Argentina’s parallel exchange rate weakened past a key threshold on Friday, as demand for assets in hard currency climbed ahead of the upcoming midterm elections in November.
The blue-chip swap exchange rate, derived from buying shares locally and then selling them abroad for dollars, weakened to 201.6 per USD at 1.42pm in Buenos Aires. The spread between the official peso and the blue-chip rose to 102.3 percent, up from 100.5 percent yesterday, its widest in at least a year.
Local investors have grown increasingly pessimistic on the peso, betting that the government will be forced to speed up devaluation after November elections.
President Alberto Fernández’s administration has insisted on a slow depreciation of the official exchange rate, keeping the currency overvalued via strict capital controls to protect reserves as it tries to tamp down on inflation running at more than 50 percent annually.
“This pressure is exactly what’s necessary for Fernández to moderate,” said Siobhan Morden, head of Latin America fixed income at Amherst Pierpont in New York. The government’s “policies are now fully reaching an inflection point, now that net liquid foreign reserves are negative.”
The government says it will continue implementing the currency policy laid out in the 2021 budget, and that a sudden jump in the exchange rate isn’t forecasted or planned, Economy Minister Martín Guzmán said on Thursday.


• _YOUR TASK_:
Filter the entries below, keeping only lines with "input".

Collected data entries
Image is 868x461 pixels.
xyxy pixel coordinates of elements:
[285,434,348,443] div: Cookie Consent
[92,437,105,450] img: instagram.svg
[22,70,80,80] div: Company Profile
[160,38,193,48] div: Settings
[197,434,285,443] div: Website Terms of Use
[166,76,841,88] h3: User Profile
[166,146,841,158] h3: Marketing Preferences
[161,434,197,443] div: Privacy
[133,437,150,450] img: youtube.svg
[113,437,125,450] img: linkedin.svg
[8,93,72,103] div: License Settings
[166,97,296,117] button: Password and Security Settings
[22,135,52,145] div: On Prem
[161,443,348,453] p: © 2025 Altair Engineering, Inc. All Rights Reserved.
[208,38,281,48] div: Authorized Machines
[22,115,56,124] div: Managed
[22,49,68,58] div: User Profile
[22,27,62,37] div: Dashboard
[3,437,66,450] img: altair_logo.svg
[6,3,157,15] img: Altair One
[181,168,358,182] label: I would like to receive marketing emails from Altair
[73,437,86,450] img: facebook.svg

---

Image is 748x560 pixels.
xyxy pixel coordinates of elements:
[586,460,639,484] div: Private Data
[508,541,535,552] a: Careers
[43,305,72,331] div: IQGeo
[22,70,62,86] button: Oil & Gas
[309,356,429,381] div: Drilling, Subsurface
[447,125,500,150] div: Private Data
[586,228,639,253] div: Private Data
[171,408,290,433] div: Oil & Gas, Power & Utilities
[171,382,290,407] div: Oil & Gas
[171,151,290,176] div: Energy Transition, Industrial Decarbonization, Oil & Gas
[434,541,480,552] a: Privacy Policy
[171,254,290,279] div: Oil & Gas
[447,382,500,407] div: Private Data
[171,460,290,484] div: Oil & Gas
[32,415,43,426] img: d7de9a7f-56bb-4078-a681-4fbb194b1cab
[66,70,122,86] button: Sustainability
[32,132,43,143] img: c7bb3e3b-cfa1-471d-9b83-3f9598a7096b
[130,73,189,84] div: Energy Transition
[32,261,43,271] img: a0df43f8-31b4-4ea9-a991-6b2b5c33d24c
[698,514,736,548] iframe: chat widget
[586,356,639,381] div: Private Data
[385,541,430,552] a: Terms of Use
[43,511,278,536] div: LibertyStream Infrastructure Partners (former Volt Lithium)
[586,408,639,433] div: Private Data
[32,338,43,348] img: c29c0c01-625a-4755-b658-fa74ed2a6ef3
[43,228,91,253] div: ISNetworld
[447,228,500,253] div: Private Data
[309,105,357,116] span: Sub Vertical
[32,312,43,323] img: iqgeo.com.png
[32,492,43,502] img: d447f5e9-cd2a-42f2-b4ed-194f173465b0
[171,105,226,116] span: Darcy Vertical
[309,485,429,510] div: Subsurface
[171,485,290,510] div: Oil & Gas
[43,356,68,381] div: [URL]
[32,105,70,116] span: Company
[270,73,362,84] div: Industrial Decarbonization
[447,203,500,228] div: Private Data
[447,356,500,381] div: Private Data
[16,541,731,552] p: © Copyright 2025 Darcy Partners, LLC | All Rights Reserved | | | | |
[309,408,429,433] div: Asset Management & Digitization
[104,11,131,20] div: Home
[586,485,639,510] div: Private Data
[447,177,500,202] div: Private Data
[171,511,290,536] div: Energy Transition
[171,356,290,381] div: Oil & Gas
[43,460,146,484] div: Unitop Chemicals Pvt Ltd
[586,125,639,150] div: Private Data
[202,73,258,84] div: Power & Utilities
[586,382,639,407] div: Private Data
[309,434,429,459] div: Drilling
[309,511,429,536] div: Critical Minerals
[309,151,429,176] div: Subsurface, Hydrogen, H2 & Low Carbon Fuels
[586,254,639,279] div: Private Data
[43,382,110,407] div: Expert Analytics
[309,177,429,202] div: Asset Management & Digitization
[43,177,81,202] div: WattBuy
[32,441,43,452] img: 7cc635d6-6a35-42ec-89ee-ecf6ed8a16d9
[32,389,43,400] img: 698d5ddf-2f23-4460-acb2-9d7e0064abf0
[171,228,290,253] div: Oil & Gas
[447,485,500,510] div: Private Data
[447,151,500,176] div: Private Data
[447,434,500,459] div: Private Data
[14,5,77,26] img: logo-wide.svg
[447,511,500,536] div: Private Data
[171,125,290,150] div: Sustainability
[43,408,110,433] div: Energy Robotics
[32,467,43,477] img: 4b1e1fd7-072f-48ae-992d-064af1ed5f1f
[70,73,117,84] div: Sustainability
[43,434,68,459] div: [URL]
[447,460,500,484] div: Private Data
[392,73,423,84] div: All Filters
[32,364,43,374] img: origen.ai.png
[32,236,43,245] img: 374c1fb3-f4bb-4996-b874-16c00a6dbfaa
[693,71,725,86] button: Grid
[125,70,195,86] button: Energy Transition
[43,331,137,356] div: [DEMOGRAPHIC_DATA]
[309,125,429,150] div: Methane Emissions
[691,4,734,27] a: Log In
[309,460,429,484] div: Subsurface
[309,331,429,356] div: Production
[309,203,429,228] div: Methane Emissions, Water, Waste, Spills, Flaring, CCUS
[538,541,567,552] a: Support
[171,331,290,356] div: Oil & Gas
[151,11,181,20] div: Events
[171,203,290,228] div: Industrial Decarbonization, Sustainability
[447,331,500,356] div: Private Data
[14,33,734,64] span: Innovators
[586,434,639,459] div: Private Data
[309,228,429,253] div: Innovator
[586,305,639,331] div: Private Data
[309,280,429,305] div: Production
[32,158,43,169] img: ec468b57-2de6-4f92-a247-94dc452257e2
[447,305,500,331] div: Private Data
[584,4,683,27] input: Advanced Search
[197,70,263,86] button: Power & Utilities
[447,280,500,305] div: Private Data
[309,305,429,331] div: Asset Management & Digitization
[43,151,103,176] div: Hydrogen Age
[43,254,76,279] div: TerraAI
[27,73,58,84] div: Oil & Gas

==

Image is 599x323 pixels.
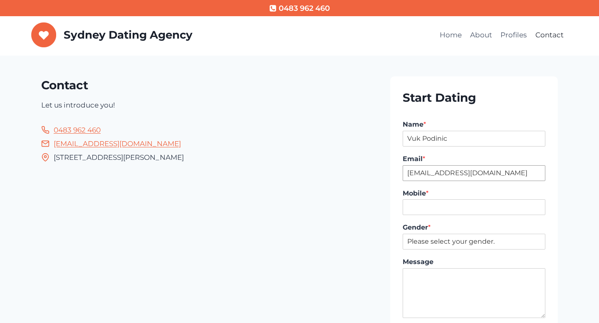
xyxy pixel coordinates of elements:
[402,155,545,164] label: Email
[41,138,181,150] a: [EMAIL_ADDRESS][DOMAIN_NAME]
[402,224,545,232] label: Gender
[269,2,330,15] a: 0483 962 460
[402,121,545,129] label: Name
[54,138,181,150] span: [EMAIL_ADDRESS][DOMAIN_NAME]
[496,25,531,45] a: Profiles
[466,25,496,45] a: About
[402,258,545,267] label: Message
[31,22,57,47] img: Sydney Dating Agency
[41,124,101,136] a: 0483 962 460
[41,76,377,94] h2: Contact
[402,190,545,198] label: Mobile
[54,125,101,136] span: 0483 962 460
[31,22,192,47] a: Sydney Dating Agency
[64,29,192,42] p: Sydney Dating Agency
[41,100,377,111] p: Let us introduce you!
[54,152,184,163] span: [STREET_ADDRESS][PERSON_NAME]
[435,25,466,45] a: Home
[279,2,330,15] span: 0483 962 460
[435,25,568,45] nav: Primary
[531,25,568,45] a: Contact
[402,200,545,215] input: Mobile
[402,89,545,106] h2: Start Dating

• _RESPONSE TO THIS TASK_:
[584,4,683,27] input: Advanced Search
[402,200,545,215] input: Mobile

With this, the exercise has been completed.